Video from the film's set appearing to show a frightened German shepherd being forced to perform a water stunt was leaked earlier this month to gossip site TMZ. The ensuing controversy has cast a pall over the film and forced the cancellation of its scheduled red carpet premiere in Los Angeles this past weekend.
This review will not be the place to sort out whether the incident caught on film was a genuine ethical breach or a mere foofaraw, though it should be noted the film's producer has issued a response that calls into question the video's context. Needless to say, there are some who will skip the film based on this issue alone, and I won't be one to argue they shouldn't.
Of course, there also are other groups of people who probably should skip this film.
Most obviously, if you find it hard to endure cinematic depictions of a dog's death — historically, the Defcon 5 of emotionally manipulative movie tropes — you might want to skip this film. In sort of a mash-up of Marley and Me and Groundhog Day, A Dog's Purpose chronicles several decades in the lives (yes, plural) of a dog who keeps dying and being reincarnated, over and over and over again. No doubt, just as the world is full of roller-coaster enthusiasts, there are some emotional masochists who would actively seek out this kind of repeated gut punch. If you're not among that group of sick twists, do yourself a favor and stay home.
Or, for instance, if you're the sort of person who found the Look Who's Talking films to be cloying and insipid, you might want to skip this film. It appropriates that franchise's signature gimmick of providing running commentary from an oh-so-adorably naïve narrator — in this case, a dog instead of a baby, and the voice of Josh Gad rather than that of Bruce Willis — who is repeatedly confused but delighted by all the wonderfully quirky details in the lives of adult humans. (Plus, poop jokes. Lots of poop jokes.) It does absolutely nothing to improve on what was already a pretty hackneyed formula back in 1988. And, to paraphrase another cultural touchstone from 1988, Josh Gad….you're no Bruce Willis.
Actually, it's probably fair to say that if you are over 12 years old, you might want to skip this film. One should absolutely not go in expecting anything in remotely the same universe as director Lasse Hallström's early films like What’s Eating Gilbert Grape? or Chocolat. It is, instead, the sort of schlock you'd expect from the director of a third-tier ABC Family drama, were he or she asked to conceive of a two-hour dog food commercial.
Then again, if you are under 12 years old, you also might want to skip this film. See earlier, re: dying dogs.
If you are sensitive to cultural stereotypes about the poor, you might want to skip this film, which appears to insist they are uniformly neglectful monsters who keep their dogs chained up outside in bad weather, abandon them on country roads or leave them to die in the back of hot pickup trucks. The not-so-subtle message is that only the comfortably middle class deserve canine companionship.

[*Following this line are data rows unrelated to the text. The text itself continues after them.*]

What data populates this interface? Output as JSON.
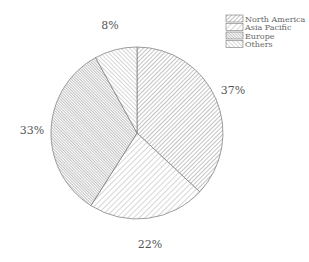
{
  "chart_data": {
    "type": "pie",
    "title": "",
    "start_angle": "12 o'clock",
    "direction": "clockwise",
    "categories": [
      "North America",
      "Asia Pacific",
      "Europe",
      "Others"
    ],
    "values": [
      37,
      22,
      33,
      8
    ],
    "labels": [
      "37%",
      "22%",
      "33%",
      "8%"
    ],
    "legend_position": "top-right",
    "fill": "hatched grayscale patterns"
  },
  "legend": {
    "items": [
      {
        "label": "North America"
      },
      {
        "label": "Asia Pacific"
      },
      {
        "label": "Europe"
      },
      {
        "label": "Others"
      }
    ]
  }
}
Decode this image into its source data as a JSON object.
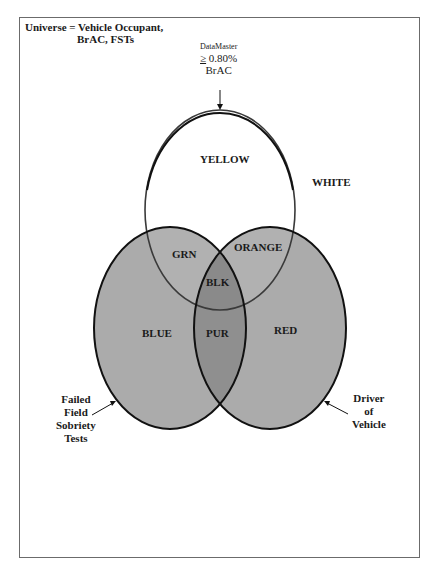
{
  "diagram": {
    "universe": {
      "line1": "Universe = Vehicle Occupant,",
      "line2": "BrAC, FSTs"
    },
    "datamaster": {
      "line1": "DataMaster",
      "ge": "≥",
      "line2": " 0.80%",
      "line3": "BrAC"
    },
    "regions": {
      "yellow": "YELLOW",
      "white": "WHITE",
      "green": "GRN",
      "orange": "ORANGE",
      "black": "BLK",
      "blue": "BLUE",
      "purple": "PUR",
      "red": "RED"
    },
    "left_label": {
      "line1": "Failed",
      "line2": "Field",
      "line3": "Sobriety",
      "line4": "Tests"
    },
    "right_label": {
      "line1": "Driver",
      "line2": "of",
      "line3": "Vehicle"
    },
    "colors": {
      "circle_fill": "#a9a9a9",
      "double_overlap": "#8e8e8e",
      "triple_overlap": "#7a7a7a",
      "outline": "#111111",
      "frame": "#6b6b6b"
    }
  }
}
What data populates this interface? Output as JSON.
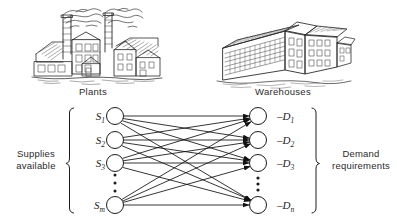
{
  "figure": {
    "background_color": "#ffffff",
    "ink_color": "#1c1c1c"
  },
  "illustrations": [
    {
      "name": "factory-illustration",
      "caption": "Plants",
      "description": "line drawing of a factory with two smokestacks emitting smoke and sawtooth roof workshops"
    },
    {
      "name": "warehouse-illustration",
      "caption": "Warehouses",
      "description": "line drawing of a multi-story warehouse building with rows of windows"
    }
  ],
  "captions": {
    "plants": "Plants",
    "warehouses": "Warehouses"
  },
  "labels": {
    "supplies": "Supplies\navailable",
    "supplies_line1": "Supplies",
    "supplies_line2": "available",
    "demand": "Demand\nrequirements",
    "demand_line1": "Demand",
    "demand_line2": "requirements"
  },
  "network": {
    "type": "complete-bipartite",
    "edge_direction": "supply-to-demand",
    "arrowheads": "at demand nodes",
    "supply_nodes": [
      {
        "id": "s1",
        "label": "S",
        "subscript": "1",
        "cx": 115,
        "cy": 116
      },
      {
        "id": "s2",
        "label": "S",
        "subscript": "2",
        "cx": 115,
        "cy": 140
      },
      {
        "id": "s3",
        "label": "S",
        "subscript": "3",
        "cx": 115,
        "cy": 163
      },
      {
        "id": "sm",
        "label": "S",
        "subscript": "m",
        "cx": 115,
        "cy": 205
      }
    ],
    "demand_nodes": [
      {
        "id": "d1",
        "label": "–D",
        "subscript": "1",
        "cx": 258,
        "cy": 116
      },
      {
        "id": "d2",
        "label": "–D",
        "subscript": "2",
        "cx": 258,
        "cy": 140
      },
      {
        "id": "d3",
        "label": "–D",
        "subscript": "3",
        "cx": 258,
        "cy": 163
      },
      {
        "id": "dn",
        "label": "–D",
        "subscript": "n",
        "cx": 258,
        "cy": 205
      }
    ],
    "ellipsis_dots": 3,
    "node_radius": 8.5
  },
  "node_text": {
    "s1": "S",
    "s1_sub": "1",
    "s2": "S",
    "s2_sub": "2",
    "s3": "S",
    "s3_sub": "3",
    "sm": "S",
    "sm_sub": "m",
    "d1": "–D",
    "d1_sub": "1",
    "d2": "–D",
    "d2_sub": "2",
    "d3": "–D",
    "d3_sub": "3",
    "dn": "–D",
    "dn_sub": "n"
  }
}
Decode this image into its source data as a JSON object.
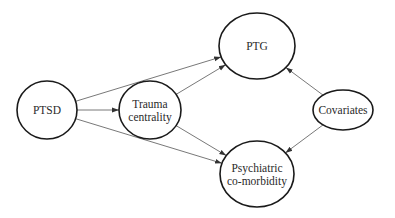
{
  "diagram": {
    "type": "path-model",
    "nodes": [
      {
        "id": "ptsd",
        "lines": [
          "PTSD"
        ],
        "cx": 47,
        "cy": 110,
        "rx": 30,
        "ry": 29
      },
      {
        "id": "trauma",
        "lines": [
          "Trauma",
          "centrality"
        ],
        "cx": 150,
        "cy": 110,
        "rx": 31,
        "ry": 29
      },
      {
        "id": "ptg",
        "lines": [
          "PTG"
        ],
        "cx": 257,
        "cy": 46,
        "rx": 38,
        "ry": 33
      },
      {
        "id": "psych",
        "lines": [
          "Psychiatric",
          "co-morbidity"
        ],
        "cx": 257,
        "cy": 174,
        "rx": 37,
        "ry": 33
      },
      {
        "id": "cov",
        "lines": [
          "Covariates"
        ],
        "cx": 343,
        "cy": 110,
        "rx": 30,
        "ry": 20
      }
    ],
    "edges": [
      {
        "from": "ptsd",
        "to": "trauma"
      },
      {
        "from": "ptsd",
        "to": "ptg"
      },
      {
        "from": "ptsd",
        "to": "psych"
      },
      {
        "from": "trauma",
        "to": "ptg"
      },
      {
        "from": "trauma",
        "to": "psych"
      },
      {
        "from": "cov",
        "to": "ptg"
      },
      {
        "from": "cov",
        "to": "psych"
      }
    ],
    "colors": {
      "stroke": "#1a1a1a",
      "edge": "#555555",
      "text": "#2a2a2a",
      "background": "#ffffff"
    }
  }
}
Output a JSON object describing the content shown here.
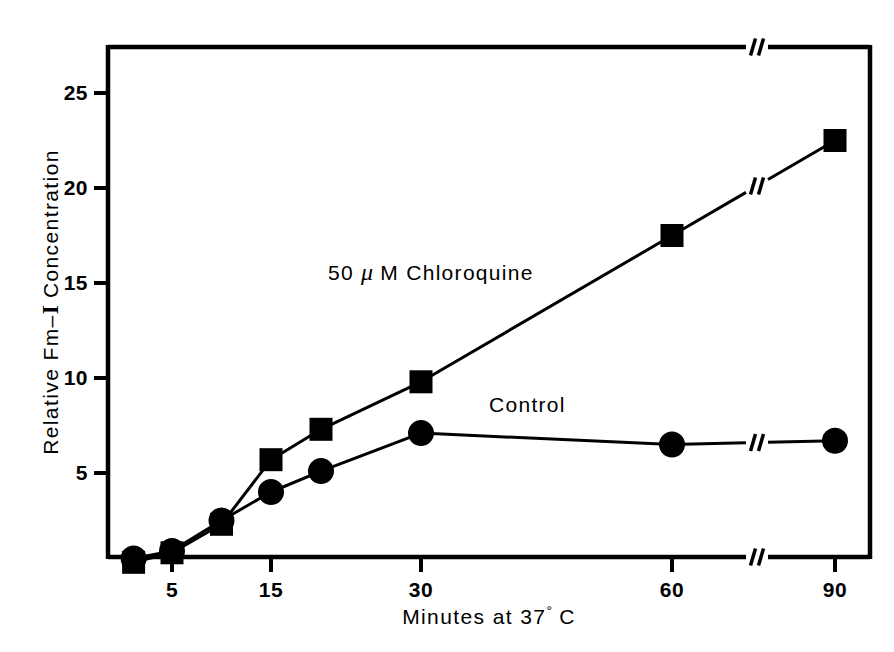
{
  "figure": {
    "background_color": "#ffffff",
    "ink_color": "#000000"
  },
  "chart_data": {
    "type": "line",
    "title": "",
    "xlabel_parts": {
      "prefix": "Minutes at 37",
      "degree": "°",
      "suffix": " C"
    },
    "xlabel": "Minutes at 37° C",
    "ylabel_parts": {
      "prefix": "Relative Fm",
      "dash": "–",
      "iodine": "I",
      "suffix": " Concentration"
    },
    "ylabel": "Relative Fm–I Concentration",
    "x_tick_labels": [
      "5",
      "15",
      "30",
      "60",
      "90"
    ],
    "x_tick_values": [
      5,
      15,
      30,
      60,
      90
    ],
    "y_tick_labels": [
      "5",
      "10",
      "15",
      "20",
      "25"
    ],
    "y_tick_values": [
      5,
      10,
      15,
      20,
      25
    ],
    "ylim": [
      0,
      27
    ],
    "grid": false,
    "legend_position": "inline-annotations",
    "axis_break": {
      "present": true,
      "axis": "x",
      "between": [
        60,
        90
      ],
      "style": "double-slash",
      "on_top_border": true,
      "on_bottom_border": true,
      "on_data_lines": true
    },
    "series": [
      {
        "name": "50 μ M Chloroquine",
        "annotation_label_parts": {
          "prefix": "50 ",
          "mu": "μ",
          "suffix": " M  Chloroquine"
        },
        "annotation_label": "50 μ M  Chloroquine",
        "marker": "square",
        "marker_filled": true,
        "x": [
          2,
          5,
          10,
          15,
          20,
          30,
          60,
          90
        ],
        "values": [
          0.3,
          0.8,
          2.3,
          5.7,
          7.3,
          9.8,
          17.5,
          22.5
        ]
      },
      {
        "name": "Control",
        "annotation_label": "Control",
        "marker": "circle",
        "marker_filled": true,
        "x": [
          2,
          5,
          10,
          15,
          20,
          30,
          60,
          90
        ],
        "values": [
          0.5,
          0.9,
          2.5,
          4.0,
          5.1,
          7.1,
          6.5,
          6.7
        ]
      }
    ]
  }
}
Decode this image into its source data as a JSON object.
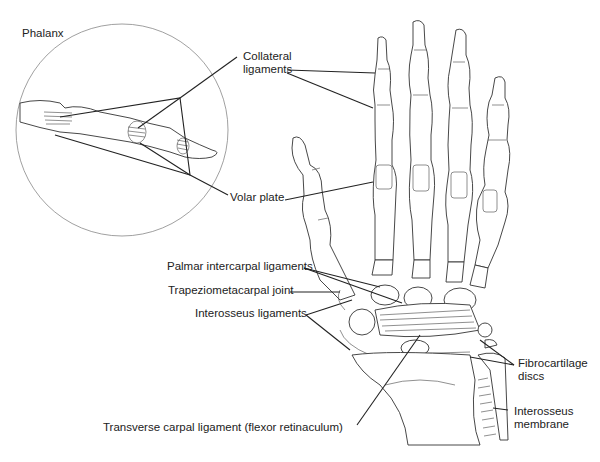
{
  "diagram": {
    "labels": {
      "phalanx": "Phalanx",
      "collateral_line1": "Collateral",
      "collateral_line2": "ligaments",
      "volar_plate": "Volar plate",
      "palmar_intercarpal": "Palmar intercarpal ligaments",
      "trapeziometacarpal": "Trapeziometacarpal joint",
      "interosseus_ligaments": "Interosseus ligaments",
      "transverse_carpal": "Transverse carpal ligament (flexor retinaculum)",
      "fibrocartilage_line1": "Fibrocartilage",
      "fibrocartilage_line2": "discs",
      "interosseus_membrane_line1": "Interosseus",
      "interosseus_membrane_line2": "membrane"
    },
    "colors": {
      "line": "#222222",
      "inset_circle": "#888888",
      "background": "#ffffff"
    }
  }
}
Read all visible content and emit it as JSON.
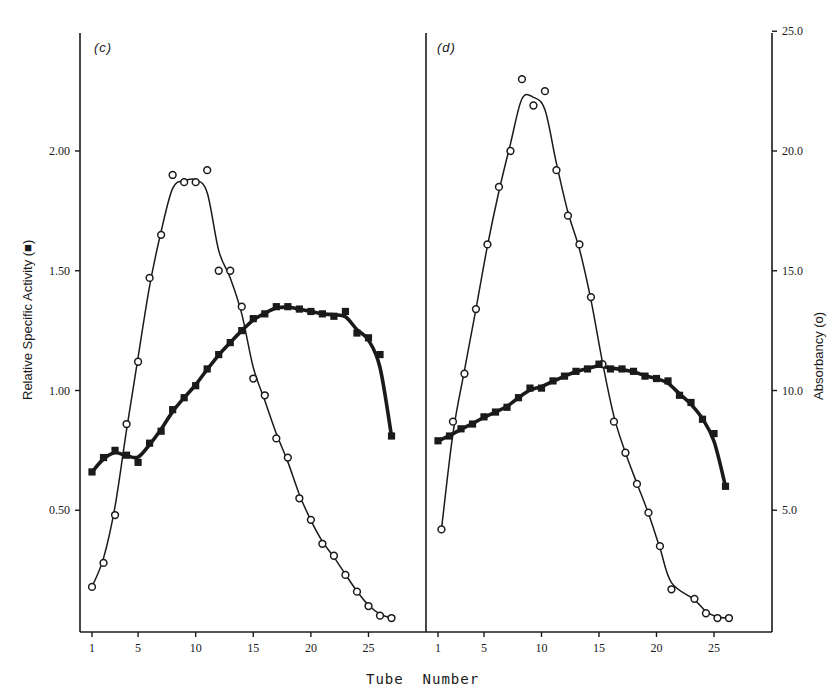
{
  "chart_data": [
    {
      "panel": "(c)",
      "type": "line",
      "xlabel": "Tube Number",
      "ylabel_left": "Relative Specific Activity (■)",
      "ylabel_right": "Absorbancy (o)",
      "x_ticks": [
        1,
        5,
        10,
        15,
        20,
        25
      ],
      "y_left_ticks": [
        "0.50",
        "1.00",
        "1.50",
        "2.00"
      ],
      "y_left_range": [
        0,
        2.5
      ],
      "series": [
        {
          "name": "Absorbancy (o)",
          "marker": "open-circle",
          "axis": "right",
          "x": [
            1,
            2,
            3,
            4,
            5,
            6,
            7,
            8,
            9,
            10,
            11,
            12,
            13,
            14,
            15,
            16,
            17,
            18,
            19,
            20,
            21,
            22,
            23,
            24,
            25,
            26,
            27
          ],
          "values": [
            1.8,
            2.8,
            4.8,
            8.6,
            11.2,
            14.7,
            16.5,
            19.0,
            18.7,
            18.7,
            19.2,
            15.0,
            15.0,
            13.5,
            10.5,
            9.8,
            8.0,
            7.2,
            5.5,
            4.6,
            3.6,
            3.1,
            2.3,
            1.6,
            1.0,
            0.6,
            0.5
          ]
        },
        {
          "name": "Relative Specific Activity (■)",
          "marker": "filled-square",
          "axis": "left",
          "x": [
            1,
            2,
            3,
            4,
            5,
            6,
            7,
            8,
            9,
            10,
            11,
            12,
            13,
            14,
            15,
            16,
            17,
            18,
            19,
            20,
            21,
            22,
            23,
            24,
            25,
            26,
            27
          ],
          "values": [
            0.66,
            0.72,
            0.75,
            0.73,
            0.7,
            0.78,
            0.83,
            0.92,
            0.97,
            1.02,
            1.09,
            1.15,
            1.2,
            1.25,
            1.3,
            1.32,
            1.35,
            1.35,
            1.34,
            1.33,
            1.32,
            1.31,
            1.33,
            1.24,
            1.22,
            1.15,
            0.81
          ]
        }
      ]
    },
    {
      "panel": "(d)",
      "type": "line",
      "xlabel": "Tube Number",
      "ylabel_right": "Absorbancy (o)",
      "x_ticks": [
        1,
        5,
        10,
        15,
        20,
        25
      ],
      "y_right_ticks": [
        "5.0",
        "10.0",
        "15.0",
        "20.0",
        "25.0"
      ],
      "y_right_range": [
        0,
        25
      ],
      "series": [
        {
          "name": "Absorbancy (o)",
          "marker": "open-circle",
          "axis": "right",
          "x": [
            1.3,
            2.3,
            3.3,
            4.3,
            5.3,
            6.3,
            7.3,
            8.3,
            9.3,
            10.3,
            11.3,
            12.3,
            13.3,
            14.3,
            15.3,
            16.3,
            17.3,
            18.3,
            19.3,
            20.3,
            21.3,
            23.3,
            24.3,
            25.3,
            26.3
          ],
          "values": [
            4.2,
            8.7,
            10.7,
            13.4,
            16.1,
            18.5,
            20.0,
            23.0,
            21.9,
            22.5,
            19.2,
            17.3,
            16.1,
            13.9,
            11.1,
            8.7,
            7.4,
            6.1,
            4.9,
            3.5,
            1.7,
            1.3,
            0.7,
            0.5,
            0.5
          ]
        },
        {
          "name": "Relative Specific Activity (■)",
          "marker": "filled-square",
          "axis": "left",
          "x": [
            1,
            2,
            3,
            4,
            5,
            6,
            7,
            8,
            9,
            10,
            11,
            12,
            13,
            14,
            15,
            16,
            17,
            18,
            19,
            20,
            21,
            22,
            23,
            24,
            25,
            26
          ],
          "values": [
            0.79,
            0.81,
            0.84,
            0.86,
            0.89,
            0.91,
            0.93,
            0.97,
            1.01,
            1.01,
            1.04,
            1.06,
            1.08,
            1.09,
            1.11,
            1.09,
            1.09,
            1.08,
            1.06,
            1.05,
            1.04,
            0.98,
            0.95,
            0.88,
            0.82,
            0.6
          ]
        }
      ]
    }
  ],
  "labels": {
    "panel_c": "(c)",
    "panel_d": "(d)",
    "x_title": "Tube  Number",
    "y_left_title": "Relative Specific Activity (■)",
    "y_right_title": "Absorbancy (o)",
    "x_ticks": [
      "1",
      "5",
      "10",
      "15",
      "20",
      "25"
    ],
    "y_left_ticks": [
      "2.00",
      "1.50",
      "1.00",
      "0.50"
    ],
    "y_right_ticks": [
      "25.0",
      "20.0",
      "15.0",
      "10.0",
      "5.0"
    ]
  }
}
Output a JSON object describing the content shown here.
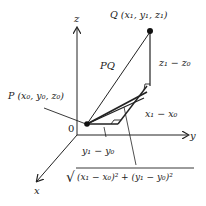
{
  "diagram": {
    "axes": {
      "x_label": "x",
      "y_label": "y",
      "z_label": "z",
      "origin_label": "0"
    },
    "points": {
      "P": {
        "label": "P (x₀, y₀, z₀)"
      },
      "Q": {
        "label": "Q (x₁, y₁, z₁)"
      }
    },
    "segment_labels": {
      "pq": "PQ",
      "dz": "z₁ − z₀",
      "dx": "x₁ − x₀",
      "dy": "y₁ − y₀",
      "hyp_xy": "√(x₁ − x₀)² + (y₁ − y₀)²",
      "hyp_xy_radicand": "(x₁ − x₀)² + (y₁ − y₀)²",
      "radical_sign": "√"
    },
    "colors": {
      "stroke": "#222222",
      "background": "#ffffff"
    }
  }
}
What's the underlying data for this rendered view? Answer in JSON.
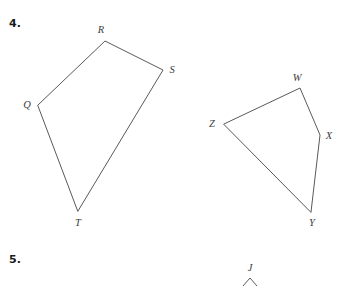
{
  "page": {
    "background_color": "#ffffff",
    "ink_color": "#595959",
    "label_color": "#3d3d3d",
    "width": 338,
    "height": 286
  },
  "problems": [
    {
      "number": "4.",
      "figures": [
        {
          "name": "quadrilateral-qrst",
          "shape": "quadrilateral",
          "closed": true,
          "vertices": [
            {
              "label": "Q",
              "x": 38,
              "y": 105,
              "label_x": 27,
              "label_y": 108
            },
            {
              "label": "R",
              "x": 105,
              "y": 41,
              "label_x": 101,
              "label_y": 33
            },
            {
              "label": "S",
              "x": 163,
              "y": 70,
              "label_x": 170,
              "label_y": 73
            },
            {
              "label": "T",
              "x": 78,
              "y": 211,
              "label_x": 74,
              "label_y": 226
            }
          ],
          "path": "M 38 105 L 105 41 L 163 70 L 78 211 Z"
        },
        {
          "name": "quadrilateral-wxyz",
          "shape": "quadrilateral",
          "closed": true,
          "vertices": [
            {
              "label": "Z",
              "x": 224,
              "y": 124,
              "label_x": 211,
              "label_y": 127
            },
            {
              "label": "W",
              "x": 300,
              "y": 88,
              "label_x": 294,
              "label_y": 81
            },
            {
              "label": "X",
              "x": 320,
              "y": 135,
              "label_x": 327,
              "label_y": 139
            },
            {
              "label": "Y",
              "x": 311,
              "y": 212,
              "label_x": 307,
              "label_y": 226
            }
          ],
          "path": "M 224 124 L 300 88 L 320 135 L 311 212 Z"
        }
      ]
    },
    {
      "number": "5.",
      "figures": [
        {
          "name": "angle-j-partial",
          "shape": "angle",
          "closed": false,
          "clipped_by_page_edge": true,
          "vertices": [
            {
              "label": "J",
              "x": 250,
              "y": 279,
              "label_x": 246,
              "label_y": 271
            }
          ],
          "path": "M 243 286 L 250 278 L 257 286"
        }
      ]
    }
  ]
}
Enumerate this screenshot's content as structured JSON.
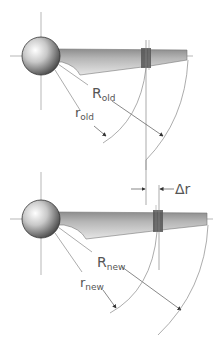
{
  "diagram": {
    "top": {
      "label_R": "R",
      "label_R_sub": "old",
      "label_r": "r",
      "label_r_sub": "old"
    },
    "bottom": {
      "label_R": "R",
      "label_R_sub": "new",
      "label_r": "r",
      "label_r_sub": "new",
      "delta_label": "Δr"
    },
    "colors": {
      "line": "#8a8a8a",
      "blade_light": "#d6d6d6",
      "blade_dark": "#9a9a9a",
      "band": "#555555",
      "text": "#555555"
    }
  }
}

Or if you are a dog owner given to neuroses, you might want to skip this film. No doubt part of the appeal of the original W. Bruce Cameron novel on which the movie is based is the hope it offers to those who have lost a beloved pet that you might actually be reunited again. But on the flip side, one of the unspoken implications of the cosmology presented in A Dog's Purpose is that, no matter how close and loving your bond may be, your dog could actually still be pining for the boy who owned him three or four lives ago.
Of course, if you are the sort given to thinking about cosmology in the first place, you might want to skip this film. Despite its ponderous title and the pretensions of its opening monologue, one should be under no illusion that it actually takes spiritual matters like reincarnation seriously. We don't learn if "Dog" (he/she has many names over the course of the film) is stuck in the Buddhist cycle of saṃsāra, nor whether there is any hope of achieving nirvana. Does suffering as a police dog in one life entitle you to existence as a pampered corgi in the next? A Dog's Purpose offers no thoughts on the question.
All in all, if you are the sort of person who goes in to a movie expecting to be presented with characters who are interesting, performed by actors who are talented, moving about in a story that's worth telling and all shot in a way that's visually pleasing, you might want to skip this movie.
On the other hand, the dogs really are cute. Until they die. Over and over and over again.
The first of the buddha's Four Noble Truths is often summarized as "life is suffering." So is the experience of watching this movie. Perhaps it's deeper than I thought.
A Dog's Purpose
1.5 out of 5 stars
Rated PG. Directed by Lasse Hallström
Starring KJ Apa, Dennis Quaid and Josh Gad
Opens Jan. 27
This article appears in Jan 19-26, 2017.